Enclave Design Patterns
This document catalogs application-level enclave design patterns — Shared, Personal, Group Chat, and DM. The patterns are informative: the core protocol does not mandate any of them. They illustrate how the RBAC v2 state/trait model and the confidentiality plugins compose into recognisable application archetypes.
Table of Contents
Shared Enclave
A Shared Enclave is an enclave whose data and access-control are intended to be jointly used by multiple identities.
Typical characteristics- Multi-writer / multi-reader by design
- RBAC is centered on group roles (e.g., Admin/Member/Moderator)
- Data is considered collective (not owned by a single identity)
- Group chat enclave
- A protocol-level registry/directory enclave
- DAO / project coordination enclave
- Shared public feed with moderators
Personal Enclave
For the full RBAC v2 design, see Personal Enclave.
A Personal Enclave is an enclave whose data is logically owned and controlled by a single identity, even if many others can read or contribute under permission.
Typical characteristics- A single "owner" identity is the final authority for RBAC and lifecycle
- Designed for portable identity-scoped data with a unified API
- Others can write into it (e.g., comments, reactions) but the enclave remains owner-governed
- A user's posts / profile / settings enclave
- A user's inbox / notifications enclave
- Personal "data vault" enclave used across apps
Confidentiality is split across two plugins: identity-aead seals owner-only private events (deterministic HKDF from identity_priv), and ecdh-envelope seals cross-enclave inbound notice events (one-shot sender→recipient ECDH with optional handoff sub-encryption for group-invite bootstrap).
For the full RBAC v2 manifest, state transitions, and event-operator matrix, see Personal Enclave.
Registration
After creating a personal enclave, the owner can publish a discovery record so others can find it by public key. The Registry enclave is one such mechanism (see enclaves/registry.md → reg_identity with the enclaves.personal field). Other mechanisms (a well-known URL on the owner's domain, a custom directory enclave) are equally valid; the core protocol does not mandate Registry-based discovery:
id_pub → reg_identity → enclaves.personal → enclave_id → reg_enclave → nodeGroup Chat
A Group Chat Enclave is a shared space for multi-party messaging. It uses the RBAC v2 State/trait model with PENDING, MEMBER, and BLOCKED states, plus owner/admin/muted/dataview traits. Multiple join paths (application, auto-join, direct invite), gated transitions, and trait-based moderation. Confidentiality is provided by the mls-lazy plugin (lazy-MLS binary ratchet tree with O(log N) epoch distribution and an additive OR-wrap fallback for sub-key wallets).

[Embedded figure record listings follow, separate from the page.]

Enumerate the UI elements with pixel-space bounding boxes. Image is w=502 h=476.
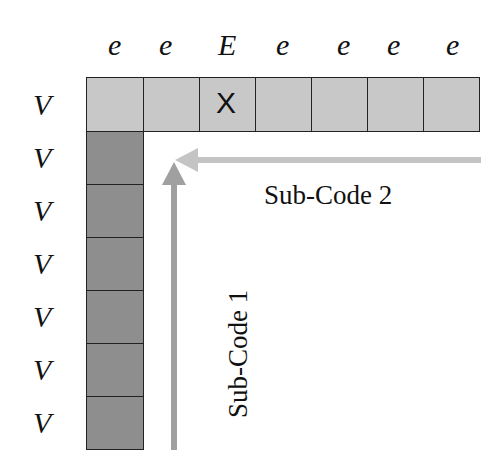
sub-code-1-arrow-icon — [162, 162, 186, 450]
sub-code-2-label: Sub-Code 2 — [264, 182, 392, 209]
sub-code-1-label: Sub-Code 1 — [225, 290, 252, 418]
sub-code-2-arrow-icon — [175, 148, 481, 172]
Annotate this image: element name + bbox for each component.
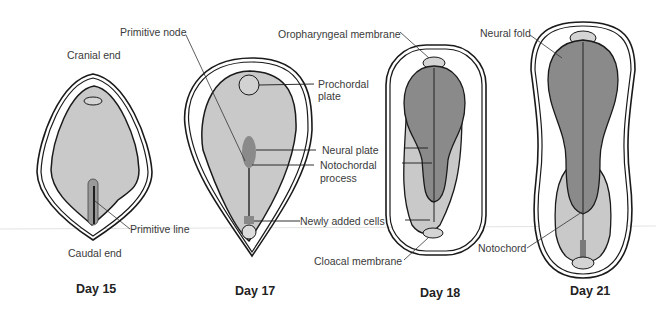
label-primitive-node: Primitive node: [120, 26, 187, 38]
label-day-18: Day 18: [420, 286, 460, 300]
day15-embryo: [37, 74, 152, 240]
label-day-15: Day 15: [76, 282, 116, 296]
day18-embryo: [386, 32, 486, 260]
label-notochordal-1: Notochordal: [320, 159, 377, 171]
label-notochord: Notochord: [478, 242, 526, 254]
label-prochordal-1: Prochordal: [318, 78, 369, 90]
label-notochordal-2: process: [320, 172, 357, 184]
label-day-21: Day 21: [570, 284, 610, 298]
label-cloacal-membrane: Cloacal membrane: [314, 255, 402, 267]
label-primitive-line: Primitive line: [130, 223, 190, 235]
label-newly-added-cells: Newly added cells: [300, 215, 385, 227]
label-caudal-end: Caudal end: [68, 247, 122, 259]
label-oropharyngeal-membrane: Oropharyngeal membrane: [278, 28, 401, 40]
label-neural-fold: Neural fold: [480, 27, 531, 39]
label-cranial-end: Cranial end: [67, 49, 121, 61]
label-day-17: Day 17: [235, 284, 275, 298]
label-prochordal-2: plate: [318, 90, 341, 102]
day21-embryo: [527, 22, 635, 278]
day17-embryo: [185, 35, 316, 256]
label-neural-plate: Neural plate: [322, 144, 379, 156]
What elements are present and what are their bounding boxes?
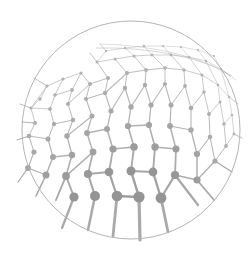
atom-node bbox=[84, 130, 90, 136]
atom-node bbox=[228, 96, 230, 98]
atom-node bbox=[103, 91, 107, 95]
atom-node bbox=[197, 49, 199, 51]
atom-node bbox=[208, 135, 213, 140]
atom-node bbox=[202, 90, 205, 93]
atom-node bbox=[62, 172, 70, 180]
atom-node bbox=[217, 84, 220, 87]
atom-node bbox=[205, 60, 207, 62]
atom-node bbox=[45, 84, 48, 87]
atom-node bbox=[133, 55, 136, 58]
atom-node bbox=[125, 71, 129, 75]
atomic-bond bbox=[128, 125, 149, 126]
atom-node bbox=[69, 152, 75, 158]
atom-node bbox=[156, 193, 167, 204]
atom-node bbox=[133, 191, 144, 202]
atom-node bbox=[90, 114, 95, 119]
atom-node bbox=[194, 151, 200, 157]
atom-node bbox=[182, 68, 185, 71]
atom-node bbox=[48, 107, 52, 111]
atom-node bbox=[222, 122, 225, 125]
atom-node bbox=[173, 146, 180, 153]
atom-node bbox=[167, 123, 173, 129]
atom-node bbox=[112, 191, 123, 202]
atom-node bbox=[144, 68, 148, 72]
atom-node bbox=[233, 133, 236, 136]
atom-node bbox=[171, 171, 179, 179]
atom-node bbox=[149, 168, 158, 177]
atom-node bbox=[180, 46, 182, 48]
atom-node bbox=[71, 118, 76, 123]
atomic-bond-edge bbox=[139, 197, 140, 240]
atom-node bbox=[163, 82, 167, 86]
atom-node bbox=[46, 137, 51, 142]
atom-node bbox=[38, 97, 41, 100]
atom-node bbox=[69, 192, 78, 201]
atom-node bbox=[114, 58, 117, 61]
atom-node bbox=[143, 83, 147, 87]
figure-background bbox=[0, 0, 252, 261]
atom-node bbox=[105, 168, 114, 177]
atom-node bbox=[88, 82, 92, 86]
lattice-canvas bbox=[0, 0, 252, 261]
atom-node bbox=[219, 101, 222, 104]
atom-node bbox=[106, 76, 110, 80]
atom-node bbox=[125, 123, 131, 129]
atom-node bbox=[108, 108, 113, 113]
nanostructure-figure bbox=[0, 0, 252, 261]
atom-node bbox=[84, 97, 88, 101]
atom-node bbox=[109, 145, 116, 152]
atom-node bbox=[188, 127, 193, 132]
atom-node bbox=[212, 158, 217, 163]
atom-node bbox=[123, 86, 127, 90]
atom-node bbox=[79, 71, 82, 74]
atom-node bbox=[213, 55, 215, 57]
atom-node bbox=[170, 54, 173, 57]
atom-node bbox=[29, 106, 32, 109]
atom-node bbox=[231, 114, 234, 117]
atom-node bbox=[52, 122, 56, 126]
atom-node bbox=[104, 126, 110, 132]
atom-node bbox=[189, 106, 194, 111]
atom-node bbox=[33, 121, 37, 125]
atom-node bbox=[43, 172, 50, 179]
atom-node bbox=[193, 176, 200, 183]
atom-node bbox=[90, 149, 97, 156]
atom-node bbox=[151, 143, 158, 150]
atom-node bbox=[146, 122, 152, 128]
atom-node bbox=[53, 93, 57, 97]
atom-node bbox=[188, 56, 191, 59]
atom-node bbox=[128, 104, 133, 109]
atom-node bbox=[127, 167, 136, 176]
atom-node bbox=[50, 154, 56, 160]
atom-node bbox=[169, 103, 174, 108]
atom-node bbox=[96, 61, 99, 64]
atom-node bbox=[162, 45, 164, 47]
atom-node bbox=[207, 112, 211, 116]
atom-node bbox=[31, 149, 36, 154]
atom-node bbox=[151, 54, 154, 57]
atom-node bbox=[163, 66, 167, 70]
atom-node bbox=[143, 45, 145, 47]
atom-node bbox=[64, 133, 69, 138]
atom-node bbox=[183, 84, 187, 88]
atom-node bbox=[124, 47, 126, 49]
atom-node bbox=[90, 191, 100, 201]
atom-node bbox=[66, 102, 70, 106]
atom-node bbox=[148, 102, 153, 107]
atom-node bbox=[130, 143, 138, 151]
atom-node bbox=[201, 74, 204, 77]
atom-node bbox=[224, 144, 228, 148]
atom-node bbox=[27, 134, 32, 139]
atom-node bbox=[84, 170, 92, 178]
atom-node bbox=[105, 50, 107, 52]
atom-node bbox=[70, 88, 74, 92]
atom-node bbox=[61, 77, 64, 80]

For the full design pattern, see Group Chat Enclave.
How to Choose
Use Shared when:
- The enclave represents a group object (a room, project, DAO, registry)
- Governance and policy are collective or moderator-driven
- Many identities are primary contributors
Use Personal when:
- The enclave represents identity-scoped state (my profile, my posts, my inbox)
- You want data to be portable across apps
- One identity should remain the owner-of-record
DM (Direct Message)
For the full RBAC v2 design, see DM Enclave. Confidentiality is provided by the
ratchet-pairplugin (per-contact epochs with a per-sender ratchet inside each epoch).
DM is a sibling enclave kind — a personal mailbox dedicated to direct messaging. It is distinct from the Personal Enclave (the identity-anchor enclave above) and lives behind its own enclave_id. When the Registry enclave is used for discovery, the DM enclave's id is published under reg_identity.enclaves.dm. Per enclaves/dm.md, the DM enclave has its own RBAC schema (states OWNER, FRIEND, BLOCKED; customs invite, message, sent, rotate) — entirely separate from the Personal enclave's public / private / notice events.
Each identity therefore maintains TWO enclaves: a Personal (identity, profile, private docs, inbound notices) and a DM (incoming messages from contacts). Cross-enclave notices (e.g. group-invite) land in the Personal notice rail; per-contact messages land in the DM message rail.
- Alice sends a message event to Bob's DM enclave
- Bob replies by sending a message event to Alice's DM enclave
- Bob's client MAY also store a local copy of his outgoing reply in Bob's own enclave.
- Messages are asymmetric by default (each direction is a separate write)
- Each participant maintains a complete local history inside their own enclave
- Ownership and RBAC are enforced per enclave, independently
- No shared or mutually-owned log is required
DM is modeled as:
"write into the recipient's enclave, optionally mirror into the sender's enclave"
—not:
"append to a shared conversation log"
Enclave Kind Metadata
There is no mandatory "type" field. You MAY include a hint in metadata (e.g., meta.enclave_kind = "shared" | "personal"), but clients must not rely on it for security decisions.